There are a lot of logistical and financial reasons for renting before buying a home in a chosen foreign destination, but one expat feels it’s an important step in establishing expectations and getting to know oneself before making a big commitment. Glynna Prentice moved to Mexico with ideas that were forged by a life in New York and soon found that what she wanted before she moved was not the same as what she wanted after living in Colonial Highlands. Now, she values doing more with less and enjoying benefits of expat life she didn’t even know existed before she arrived, leaving her to think renting first is not always a bad idea. For more on this continue reading the following article from International Living.
Five years into my expat life, I look forward to downsizing.
In fact, I recently bought a small, manageable, lock-and-leave property in Guanajuato, in the Colonial Highlands. It’s a far cry from what I thought I wanted when I first moved to Mexico…
Then, I’d wanted a good-sized house, instead of an apartment as I’d had in the U.S. With a back yard, so I could have a barbecue grill—and so I wouldn’t have to walk the dog anymore.
I also wanted a pool, partly because everyone says that you need one in the hot Yucatán Peninsula—but mostly just because I could. All goodies to enhance my quality of life… goodies that weren’t possible in New York, but which lower-cost Mexico permitted me to have. So I bought a house that had all these things.
Dreams like mine are common among would-be expats. All of us seem to arrive with a wish list—of both tangibles and intangibles—to fulfill. The freedom to wipe the slate clean and start new—and possibly radically different—lives is part of the appeal of moving abroad.
But in hindsight I’ve realized that we don’t exactly arrive abroad baggage-free.
We may believe that we’ve mentally “made the move” and are starting out afresh. (I know that’s what I thought.) We may have the visa papers, the language tapes, and the moving list.
But often we come with our old thinking patterns, based on a lifetime of stay-in-one-place, hold-down-a-9-to-5-job routines. We are influenced by our old life—by its rhythms, customs, and priorities—in ways we can’t imagine and that we’re often not even conscious of.

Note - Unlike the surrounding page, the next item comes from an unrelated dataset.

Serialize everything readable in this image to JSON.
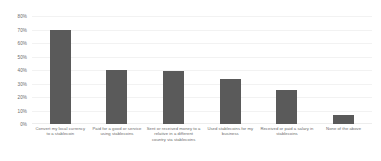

It can take a year or more to break free of that old way of thinking. And once you have—and have adjusted to your new life abroad—you may find that what you actually want is very different from what you originally thought.
That’s one reason why I suggest that you rent before you buy a property—so that you’re free to embrace the adventures and opportunities that come your way.
Because for most expats, life abroad does live up to their expectations of freedom, opportunity, and adventure. Often it surpasses them. I have met expats who uncovered business opportunities or launched fulfilling new careers in their new lives… opportunities that weren’t even on their radar when they first arrived abroad. I know others who have found love, meeting their perfect match when they least expected it.
And it’s always easier to pursue those opportunities when you’re not tied down by large investments.
The accepted wisdom is that renting before you buy a home gives you time to get to know a place, so you can decide if it suits you. The deeper truth, though, is that it gives you time to know yourself….
That’s not to say that making a lifestyle decision—like buying a house—based on the “old” you is a mistake. You may find that it fits your new life perfectly. Even if it doesn’t, there’s almost nothing that can’t be fixed, sold, or otherwise disposed of eventually. But it is worth noting that you, and what you think you want, will likely change once you move abroad.
That this happens shouldn’t be surprising. In moving abroad, after all, you’ve set your life on a new, vastly different trajectory from what it would have been if you’d stayed at home. From that point on, life is all wonderfully unexplored territory….
I’ve enjoyed my big house—though for totally different reasons than why I originally bought it. I love its convenient location and friendly neighborhood, for instance, and all the green parks nearby.
I love to sit by my pool, especially in the evening or for entertaining. But I seldom actually swim in it since I discovered the usually-empty, Olympic-sized community pool that’s a 10-minute walk away. It costs me $2 a swim, which based on monthly usage is less than the maintenance on my own pool, with none of the hassle.
I never bought that barbecue grill. Instead, I’m happy to make do with the griddle on my stove. And while my dog, Pippin, enjoys the back yard, she still insists on her daily walks.
In short, I’ve discovered that I prefer unencumbered convenience to material goodies. That for me, a high quality of life is having less and doing more. And that my dog, who prefers the fleeting but real-time pleasure of a peripatetic sniff-fest through our neighborhood to a sterile stroll in her private back yard, had the right idea—at least for us.
Moving abroad—which stripped away the distracting background noise and clutter of my workaday life “back home”—allowed me to realize these truths about myself more quickly than I might have done otherwise.
The life lessons you glean from your move abroad may be different from mine. But I’ll bet dollars to donuts that, a year or so after the move, you’ll be scratching out the wish list you came with and writing out a new one.